• What type of Project do you want to conduct with your students and why?
• Will you be collaborating with other teachers in, or out of your school?
• What content areas do you want to craft this project around?
• Take a real-world topic related to the selected content areas.
• Create a Driving Question that will drive investigation into the topic.
Develop a Driving Question that:
• Is aimed at solving a problem
• Will lead to deep inquiry
• Will invite future learning
• Is meaningful to the student, the school, the community, and/or the world
• Is an issue that students believe in or have a passion for
• By answering, they are having a positive impact on something or someone
Understandings/Outcomes:
• What specifically do you want students to understand?
• What facts and basic concepts should students know and be able to recall?
• What will students know and what will they be able to do?
• What curriculum, standards, and performance-based objectives will be addressed?
• Will the learning be meaningful and applicable in their lives?
• Project activities should be connected to curricular objectives.
• Build planning time in to address curriculum connections.
Skills: Students will be able to independently use their learning to:
• Demonstrate citizenship and leadership
• Work through real-world problems by trial and error
• Collaborate and problem solve with others
• Utilize technology to actualize and express ideas
• Guide future independent directed learning across disciplines using the PBL process
Project Design/Features:
• What teachers/colleagues should be involved in the collaborative brainstorming process?
• Is the project part of a curricular unit?
• Do students have choice of topic within a curriculum?
• Will the teacher be guiding students in the framing of a driving question?

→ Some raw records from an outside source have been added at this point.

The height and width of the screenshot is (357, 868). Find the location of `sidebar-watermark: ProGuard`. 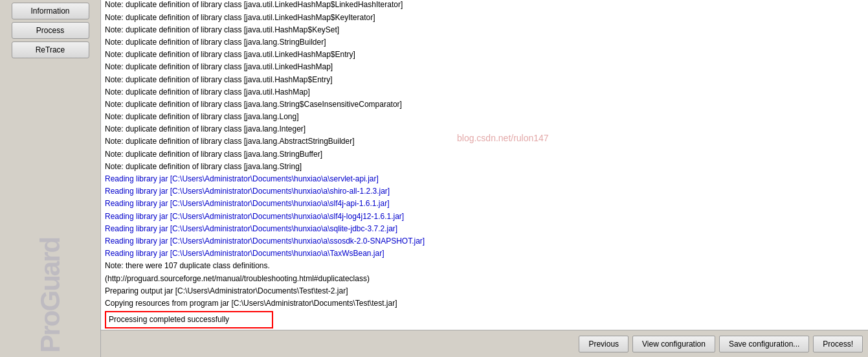

sidebar-watermark: ProGuard is located at coordinates (50, 303).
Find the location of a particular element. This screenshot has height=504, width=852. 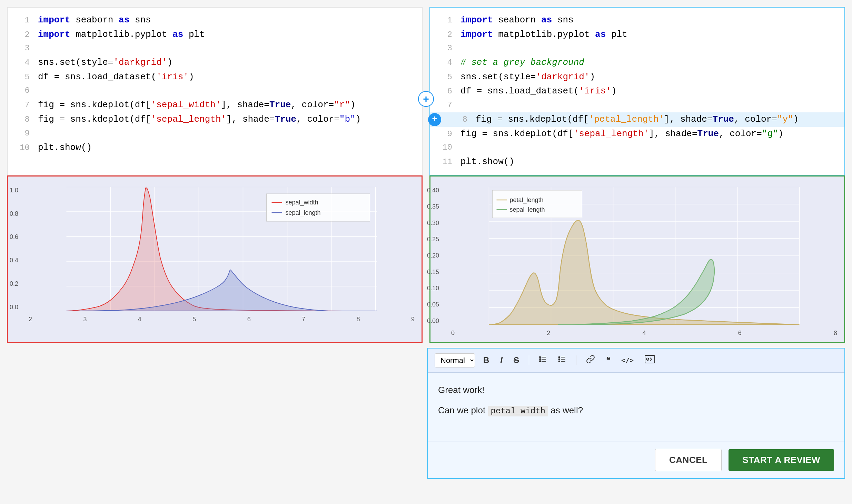

diff-add-icon: + is located at coordinates (435, 120).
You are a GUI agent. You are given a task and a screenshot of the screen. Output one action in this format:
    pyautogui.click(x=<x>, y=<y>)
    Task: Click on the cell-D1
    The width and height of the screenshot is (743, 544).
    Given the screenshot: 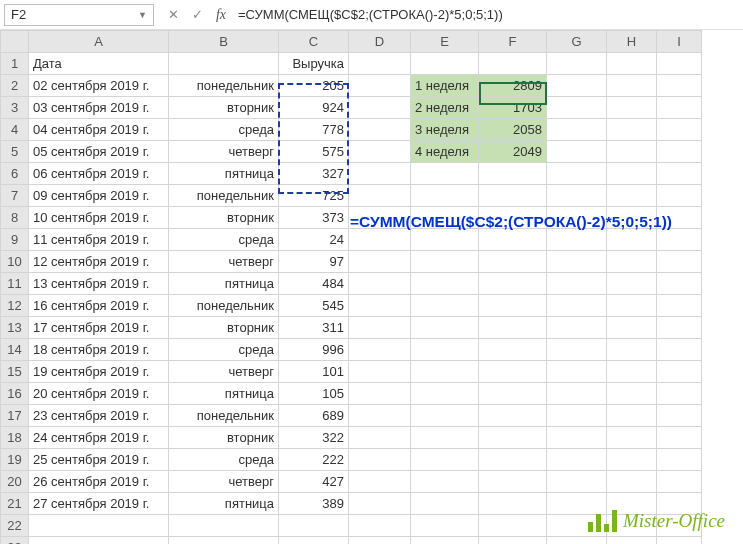 What is the action you would take?
    pyautogui.click(x=380, y=64)
    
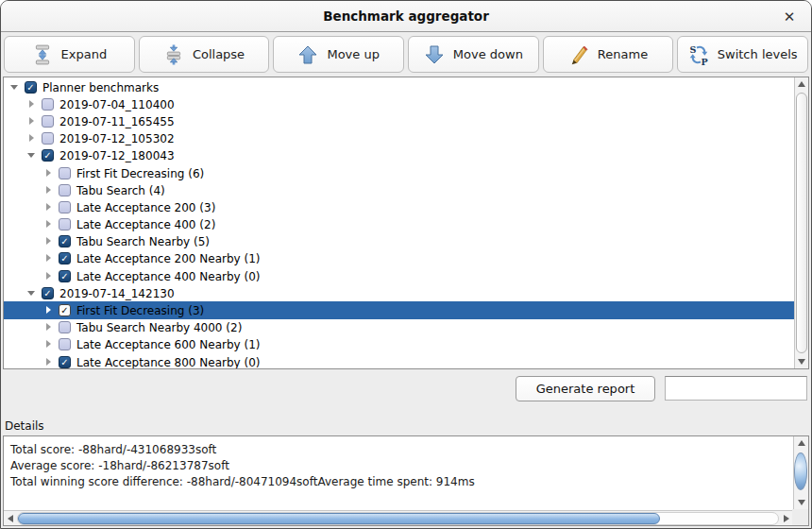  Describe the element at coordinates (398, 519) in the screenshot. I see `details-hscroll-track` at that location.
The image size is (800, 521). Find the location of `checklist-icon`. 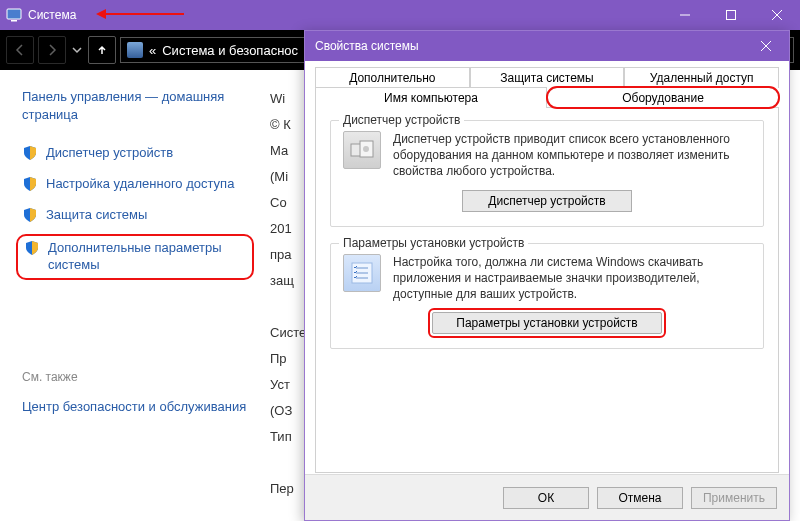

checklist-icon is located at coordinates (362, 273).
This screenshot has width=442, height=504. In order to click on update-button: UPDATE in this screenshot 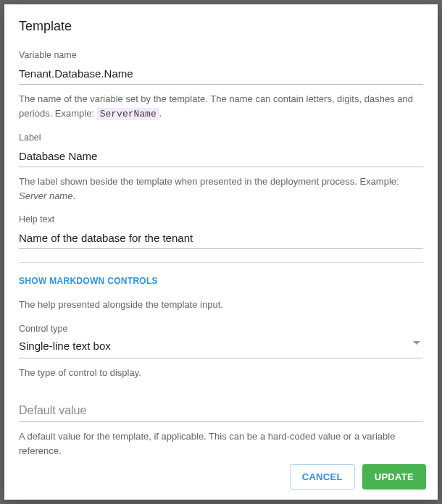, I will do `click(394, 476)`.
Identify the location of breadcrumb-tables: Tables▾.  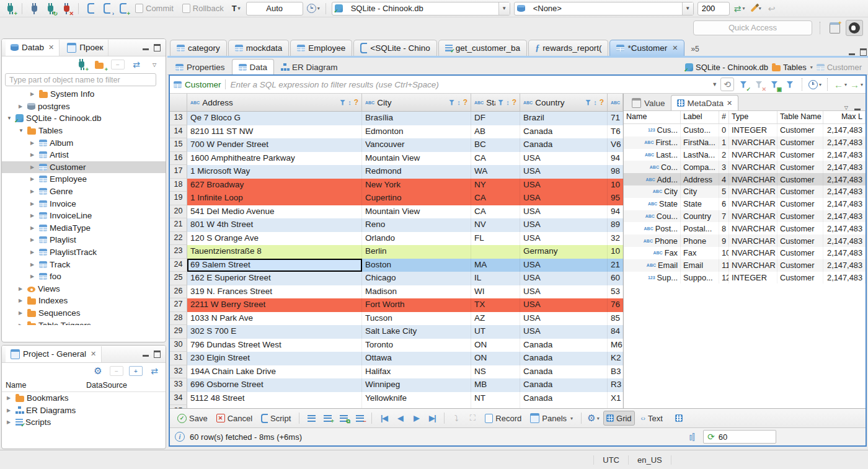
(792, 67).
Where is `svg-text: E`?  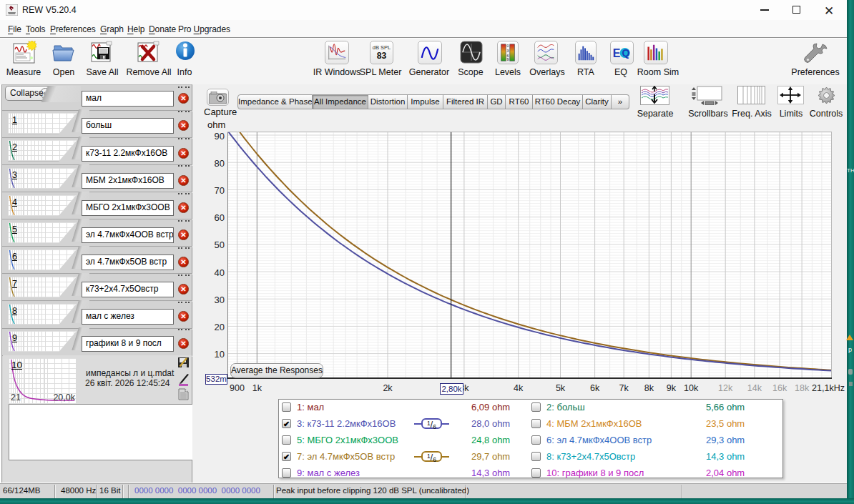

Will students create their own driving question?
• Is the project interdisciplinary and thematic?
• Will you be collaborating with other teachers in, or out of your school?
• Will students work independently or in groups or a combination?
• Will the project involve class trips and or individual student experiences outside of the school day?
• Does the project have community partners?
• Will the project have a service-learning component?
Technology: How will technology be implemented to enhance the Project by:
• Communication Collaborating with other students/educators via technology
• Information sources, information sharing
• Creating, producing, presenting (Website, documents, etc)
Community Partnerships/Resources:
• Which Community Partners can help you with your project?
• In what ways will Community Partnerships model good citizenship/leadership?
• What resources do you need to see the project through to completion?
• Will project related class trips be taken?
Project Timeline:
• Overall length of time
• Time per week
• Weekly Schedule
Project Activities:
• Planned to achieve overall project objectives.
• Connected to grade appropriate curricular objectives in at least 2 subject areas.
• Engage students to take ownership of their educational processes
• Are the activities FUN?
Benchmarks:
• Set clear time referenced deadlines for each task and/or product.
• Should be scaffolded to build on previously achieved objectives towards success of the project.
• Help build the guidelines in which the project can take place
Reflection/Journals:
• Student journals will offer students the opportunity to continuously reflect and assess their progress toward completion of the project.
• Teachers can use student journals as valuable assessment tools.
• Offer students the opportunity to learn from the strategies that did and, perhaps more importantly, did not work to achieve project objectives.
Assessment:
• Will student be assessed throughout the project cycle or on a final project? Formative/Summative
• An effective assessment program uses multiple strategies to demonstrate growth and performance, and should be closely correlated to your stated goals.
• How are rubrics used as an effective assessment and evaluation tool?
Reporting Out:
• Students will report out to peers, school staff, and the larger community:
• How they addressed their driving question.
• What they learned.
• Their final project products.
Celebration:
How students will be celebrated and recognized for their important work at a Reporting Out Celebration!